[Opening Exercise data section]

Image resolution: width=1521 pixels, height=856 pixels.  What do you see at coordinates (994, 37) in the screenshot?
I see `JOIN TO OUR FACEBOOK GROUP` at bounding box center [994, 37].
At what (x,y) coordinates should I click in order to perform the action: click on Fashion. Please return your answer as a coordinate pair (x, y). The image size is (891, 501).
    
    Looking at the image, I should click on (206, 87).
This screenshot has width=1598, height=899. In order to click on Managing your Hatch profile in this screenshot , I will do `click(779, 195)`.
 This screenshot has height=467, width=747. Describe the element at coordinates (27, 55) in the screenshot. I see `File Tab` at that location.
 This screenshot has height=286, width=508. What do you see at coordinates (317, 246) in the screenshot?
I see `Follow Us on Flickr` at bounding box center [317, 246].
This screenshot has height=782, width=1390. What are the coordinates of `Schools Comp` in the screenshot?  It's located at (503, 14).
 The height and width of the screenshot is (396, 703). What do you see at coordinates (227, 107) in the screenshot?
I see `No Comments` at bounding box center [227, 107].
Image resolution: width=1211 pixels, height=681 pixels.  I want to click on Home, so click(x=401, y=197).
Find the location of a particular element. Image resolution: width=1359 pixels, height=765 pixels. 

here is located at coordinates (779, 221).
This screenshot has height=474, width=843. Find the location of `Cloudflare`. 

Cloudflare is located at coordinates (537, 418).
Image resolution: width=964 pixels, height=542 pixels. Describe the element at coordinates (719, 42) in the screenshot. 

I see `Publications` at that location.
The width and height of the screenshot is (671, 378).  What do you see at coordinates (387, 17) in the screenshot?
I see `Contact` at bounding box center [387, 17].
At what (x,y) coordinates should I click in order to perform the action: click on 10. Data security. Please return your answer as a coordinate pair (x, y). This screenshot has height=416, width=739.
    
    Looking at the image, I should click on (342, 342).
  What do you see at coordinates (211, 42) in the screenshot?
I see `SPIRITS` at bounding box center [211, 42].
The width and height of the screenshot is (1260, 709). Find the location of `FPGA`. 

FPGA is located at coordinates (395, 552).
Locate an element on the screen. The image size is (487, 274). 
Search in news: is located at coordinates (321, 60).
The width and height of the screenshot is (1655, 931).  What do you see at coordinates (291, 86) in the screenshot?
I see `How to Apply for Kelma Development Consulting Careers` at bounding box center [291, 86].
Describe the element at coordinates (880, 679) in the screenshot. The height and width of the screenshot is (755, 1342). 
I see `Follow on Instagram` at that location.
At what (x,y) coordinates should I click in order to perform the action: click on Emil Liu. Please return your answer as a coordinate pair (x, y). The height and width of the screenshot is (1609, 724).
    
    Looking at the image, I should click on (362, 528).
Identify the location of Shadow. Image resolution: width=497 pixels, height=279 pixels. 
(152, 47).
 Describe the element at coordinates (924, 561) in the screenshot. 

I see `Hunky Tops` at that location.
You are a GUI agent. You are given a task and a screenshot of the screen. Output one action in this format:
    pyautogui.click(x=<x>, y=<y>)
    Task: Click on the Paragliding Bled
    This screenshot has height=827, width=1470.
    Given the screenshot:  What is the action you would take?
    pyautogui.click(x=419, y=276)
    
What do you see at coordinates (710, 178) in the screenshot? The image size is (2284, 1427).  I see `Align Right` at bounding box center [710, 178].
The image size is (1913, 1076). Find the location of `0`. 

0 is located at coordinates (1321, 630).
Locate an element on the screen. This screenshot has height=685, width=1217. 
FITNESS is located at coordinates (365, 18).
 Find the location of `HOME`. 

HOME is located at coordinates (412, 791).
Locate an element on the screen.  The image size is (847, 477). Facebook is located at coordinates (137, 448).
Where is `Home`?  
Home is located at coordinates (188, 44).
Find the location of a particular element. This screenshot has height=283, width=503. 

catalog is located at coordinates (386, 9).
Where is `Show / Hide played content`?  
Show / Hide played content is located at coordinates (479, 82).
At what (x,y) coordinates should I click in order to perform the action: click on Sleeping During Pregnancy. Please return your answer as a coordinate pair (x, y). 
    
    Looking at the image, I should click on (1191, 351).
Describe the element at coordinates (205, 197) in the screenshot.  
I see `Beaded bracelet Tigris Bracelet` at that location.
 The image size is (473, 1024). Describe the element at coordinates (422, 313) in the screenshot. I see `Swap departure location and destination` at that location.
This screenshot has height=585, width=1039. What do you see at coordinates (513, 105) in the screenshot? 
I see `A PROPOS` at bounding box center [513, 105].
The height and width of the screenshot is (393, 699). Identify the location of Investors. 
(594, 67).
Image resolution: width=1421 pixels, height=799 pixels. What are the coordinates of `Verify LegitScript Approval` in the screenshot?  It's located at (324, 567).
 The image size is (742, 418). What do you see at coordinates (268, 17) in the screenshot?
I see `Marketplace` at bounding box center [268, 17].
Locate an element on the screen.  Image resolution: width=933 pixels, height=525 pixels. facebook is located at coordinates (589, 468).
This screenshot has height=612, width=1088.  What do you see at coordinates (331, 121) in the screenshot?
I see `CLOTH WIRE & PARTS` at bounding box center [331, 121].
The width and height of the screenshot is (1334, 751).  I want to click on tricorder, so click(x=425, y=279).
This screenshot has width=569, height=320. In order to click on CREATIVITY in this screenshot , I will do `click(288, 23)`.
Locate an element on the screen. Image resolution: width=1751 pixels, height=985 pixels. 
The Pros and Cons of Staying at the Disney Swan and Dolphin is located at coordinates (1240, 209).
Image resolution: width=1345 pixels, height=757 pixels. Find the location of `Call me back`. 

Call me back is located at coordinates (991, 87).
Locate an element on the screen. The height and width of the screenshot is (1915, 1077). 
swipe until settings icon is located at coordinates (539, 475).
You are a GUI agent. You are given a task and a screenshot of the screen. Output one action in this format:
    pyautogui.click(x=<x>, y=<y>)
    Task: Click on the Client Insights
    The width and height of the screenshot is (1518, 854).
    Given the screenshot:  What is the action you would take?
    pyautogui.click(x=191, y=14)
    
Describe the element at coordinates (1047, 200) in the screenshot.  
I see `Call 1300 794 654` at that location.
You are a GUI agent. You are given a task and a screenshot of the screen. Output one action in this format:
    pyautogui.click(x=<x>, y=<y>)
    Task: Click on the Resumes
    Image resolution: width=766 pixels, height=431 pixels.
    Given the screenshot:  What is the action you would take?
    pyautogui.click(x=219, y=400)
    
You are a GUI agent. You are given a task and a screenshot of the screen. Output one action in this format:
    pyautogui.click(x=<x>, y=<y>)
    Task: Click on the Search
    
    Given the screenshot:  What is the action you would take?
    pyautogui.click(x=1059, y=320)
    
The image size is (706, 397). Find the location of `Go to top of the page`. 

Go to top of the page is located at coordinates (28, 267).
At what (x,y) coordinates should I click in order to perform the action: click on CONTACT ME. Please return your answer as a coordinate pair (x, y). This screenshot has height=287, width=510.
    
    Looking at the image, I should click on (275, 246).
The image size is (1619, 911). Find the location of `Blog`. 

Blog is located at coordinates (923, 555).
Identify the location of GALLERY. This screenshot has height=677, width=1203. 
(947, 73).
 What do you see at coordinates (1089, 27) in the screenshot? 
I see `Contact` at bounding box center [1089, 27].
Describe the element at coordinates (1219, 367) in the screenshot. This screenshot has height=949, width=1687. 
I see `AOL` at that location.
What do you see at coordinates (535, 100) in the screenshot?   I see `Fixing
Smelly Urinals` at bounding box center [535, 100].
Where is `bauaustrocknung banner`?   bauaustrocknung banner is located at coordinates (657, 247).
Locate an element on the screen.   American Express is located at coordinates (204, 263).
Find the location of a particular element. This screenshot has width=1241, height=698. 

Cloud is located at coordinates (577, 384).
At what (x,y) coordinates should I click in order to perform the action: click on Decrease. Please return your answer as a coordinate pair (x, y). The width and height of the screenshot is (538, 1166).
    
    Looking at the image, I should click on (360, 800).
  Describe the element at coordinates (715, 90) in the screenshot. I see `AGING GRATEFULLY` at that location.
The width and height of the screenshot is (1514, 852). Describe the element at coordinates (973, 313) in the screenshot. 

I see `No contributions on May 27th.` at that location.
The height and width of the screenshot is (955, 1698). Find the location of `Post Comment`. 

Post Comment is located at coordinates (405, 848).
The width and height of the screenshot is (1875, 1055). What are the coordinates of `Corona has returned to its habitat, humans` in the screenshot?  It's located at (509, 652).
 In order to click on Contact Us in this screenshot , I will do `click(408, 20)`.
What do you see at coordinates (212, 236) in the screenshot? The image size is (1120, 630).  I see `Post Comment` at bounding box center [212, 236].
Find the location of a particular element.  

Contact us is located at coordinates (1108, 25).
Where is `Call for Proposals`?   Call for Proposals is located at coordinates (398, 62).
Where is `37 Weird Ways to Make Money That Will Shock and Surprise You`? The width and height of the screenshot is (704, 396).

[Closing Exercise data section]

### What is expected
Your task is to count the lines in the material containing the word "want" and to state only that number.

### Output of the exercise
2